Further reading edit

  • Réau, Louis; Messelet, Jean; Adhémar, Jean (1938). "Carle Vanloo, Jean Restout: Les lithographies de paysages en France à l'époque romantique". Nouvelles archives de l'art français (in French). Vol. 19. Société de l'histoire de l'art français.
  • Rosenberg, Pierre; Schnapper, Antoine (1970). Jean Restout (1692-1768) : Musée des Beaux-Arts de Rouen, Juin-Septembre 1970 (in French). Rouen: Musée des Beaux-Arts de Rouen. OCLC 489634124.

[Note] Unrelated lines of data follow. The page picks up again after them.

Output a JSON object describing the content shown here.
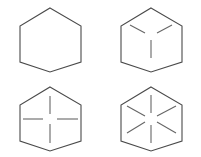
{
  "figure": {
    "type": "abstract-pattern-grid",
    "rows": 2,
    "columns": 2,
    "background_color": "#ffffff",
    "outline_color": "#4a4a4a",
    "ray_color": "#666666",
    "cells": [
      {
        "id": "top-left",
        "position": "row 1, column 1",
        "shape": "hexagon",
        "orientation": "pointy-top",
        "ray_count": 0,
        "ray_pattern": "none",
        "ray_angles_deg": [],
        "description": "Plain hexagon with no internal lines"
      },
      {
        "id": "top-right",
        "position": "row 1, column 2",
        "shape": "hexagon",
        "orientation": "pointy-top",
        "ray_count": 3,
        "ray_pattern": "y-shape",
        "ray_angles_deg": [
          90,
          210,
          330
        ],
        "description": "Hexagon with three radial lines forming a cube-corner Y"
      },
      {
        "id": "bottom-left",
        "position": "row 2, column 1",
        "shape": "hexagon",
        "orientation": "pointy-top",
        "ray_count": 4,
        "ray_pattern": "cross",
        "ray_angles_deg": [
          0,
          90,
          180,
          270
        ],
        "description": "Hexagon with four radial lines forming a plus sign"
      },
      {
        "id": "bottom-right",
        "position": "row 2, column 2",
        "shape": "hexagon",
        "orientation": "pointy-top",
        "ray_count": 6,
        "ray_pattern": "asterisk",
        "ray_angles_deg": [
          30,
          90,
          150,
          210,
          270,
          330
        ],
        "description": "Hexagon with six radial lines forming an asterisk"
      }
    ]
  }
}
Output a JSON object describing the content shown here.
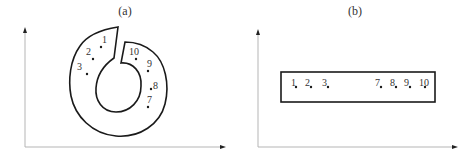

  • Gouzi, Christine (2000). Jean Restout, 1692-1768 : Peintre d'histoire à Paris (in French). Paris: Arthena. ISBN 9782903239275. OCLC 46462444.
  • Gouzi, Christine (2013). Jean Restout et les miracles de Saint-Médard (in French). Montigny-le-Bretonneux: Yvelinedition. ISBN 9782846684491. OCLC 894848499.